KTN expose was masterful journalistic work

The dust is fast settling on a dramatic TV expose of the alleged questionable activities of a local pastor. Globally, the media scene can be quite fluid. News is a fast moving, highly perishable product. This is both a good and a bad thing.

The miniskirt outrage quickly stole the thunder from KTN journalist Mohammed Ali and John Allan Namu's scintillating documentary.

In Kenya, where follow-up isn't a strong journalistic tradition, it is particularly a bad thing. This weakness has helped reinforce our new-found collective doctrine of "accept and move on".

Of utmost importance is that apart from setting tongues wagging, this TV expose drew out immediate policy response from the Attorney General. For once, in recent times, an investigative report forced an issue of seemingly immense public interest onto the policy agenda.

Various umbrella religious organisations in the country have also weighed in on the issue. That's how it should be. Footage from the expose appears to suggest that at Salvation Healing Ministries, miracles can be manufactured, and doled out, at a fee. This seems and sounds quite familiar, doesn't it? By peering into the dark side of our society, this expose has helped reaffirm the watchdog role of investigative journalism in the country.

Going forward, it would be interesting to watch how both the policy debate and the criminal investigation take shape.

The Attorney General's policy pronouncement has, however, drawn out the church, which reads in the move an attempt to regulate it.
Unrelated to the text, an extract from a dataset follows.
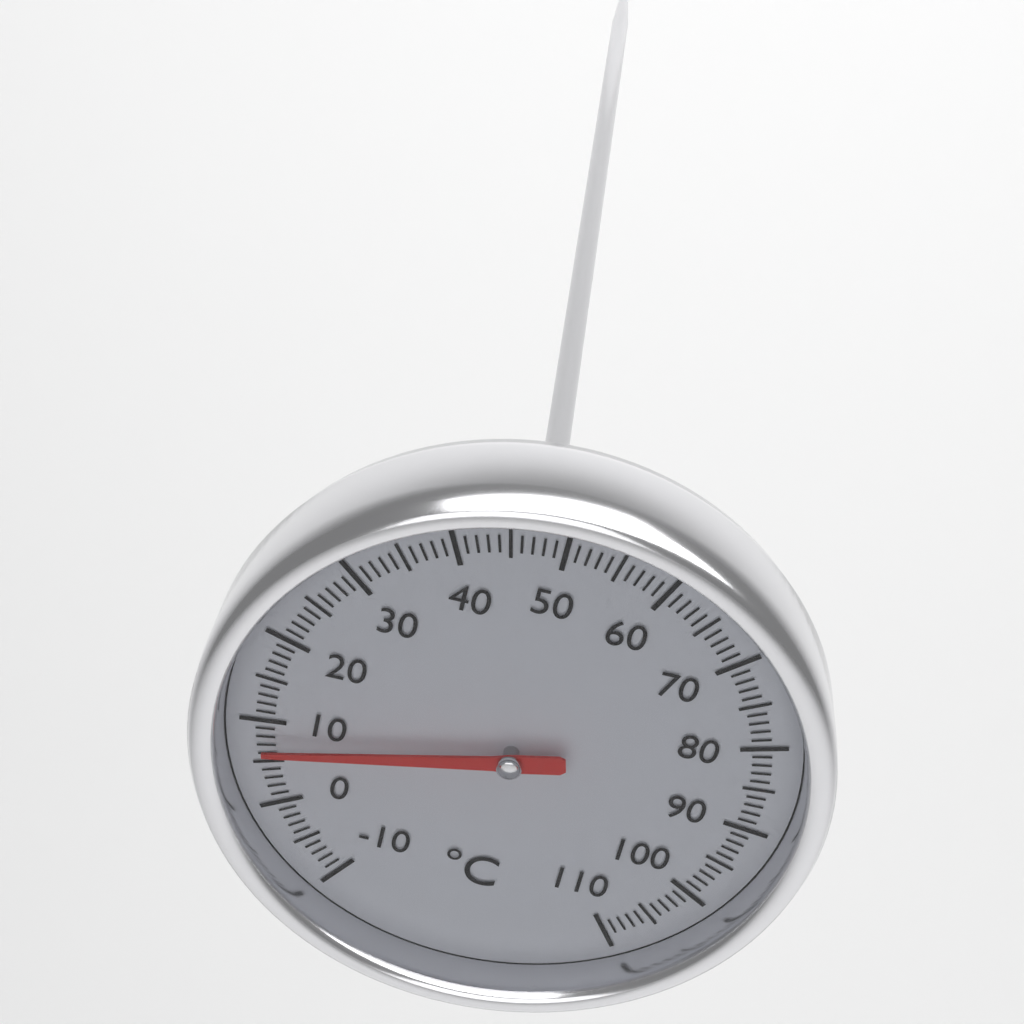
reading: 7 °C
Hugo de Burg, a British media theorist, author and academic, describes investigative journalism as the first rough draft of legislation.

Yet for all its brilliance in execution and outcome(s) the "Prophet' Kanyari TV expose raises pertinent questions both about the practice and future of investigative journalism in Kenya.
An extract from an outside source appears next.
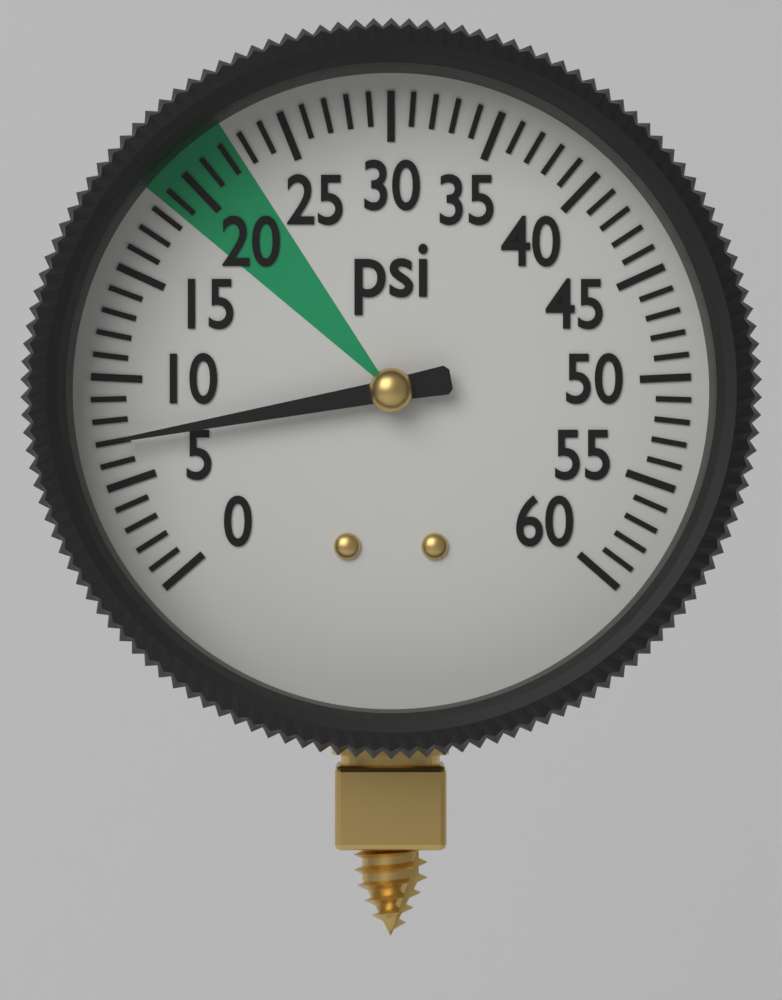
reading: 7 psi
Perhaps this concern can best be captured by posing the question: Was "Prophet' Kanyari a soft target? Are the anticipated policy actions of the Attorney General and the Director of Public Prosecution also motivated by this fact?

"This guy will come down on us like a ton of bricks," my Editor-in-Chief once said to me regarding an expose I'd put together on a crooked lawyer, who was in the habit of stealing clients' money.
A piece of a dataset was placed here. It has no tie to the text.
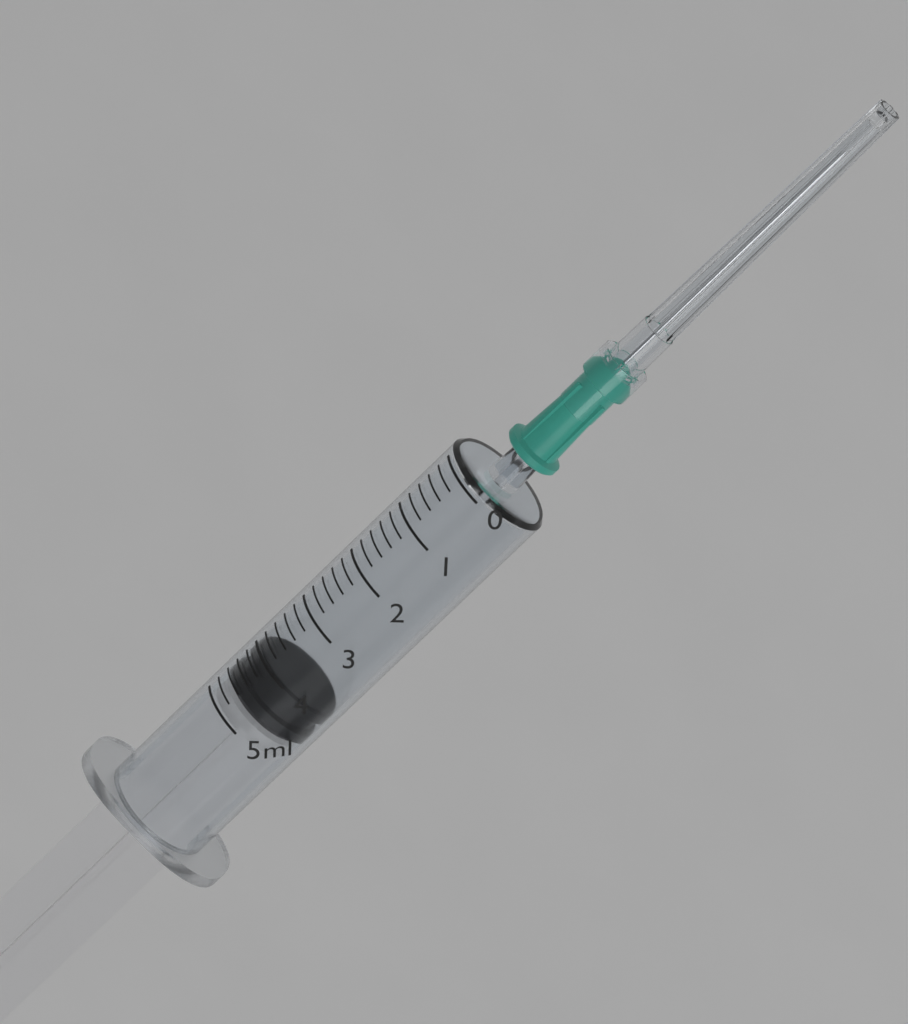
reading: 4.0 ml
The story was backed by documented proof of the alleged pilferage(s), extensive victim testimonies, including a report of a tribunal of the Law Society of Kenya on the lawyer's conduct. The theft ran into hundreds of millions of shillings.

The story never saw the light of day. In the more developed democracies in the West, investigative journalism has helped bring down governments, imprison politicians, trigger legislation, reveal miscarriages of justice and shame corporations.

Watergate, the quintessential investigative journalism, forced a sitting US President out of office. Richard Nixon left the White House with a lot of egg on his face.

According to de Burg, Watergate "encapsulated and exemplified" all of the difficulties and challenges investigative reporters face, involving source development, triangulation, tensions with editors and tremendous political risks.

What is clear, however, is that the media in Kenya today is ranged against powerful forces. Politics and the economy have merged, shrinking the media's traditional investigations turf. Each day the options of who and what the media can investigate appears to be narrowing down.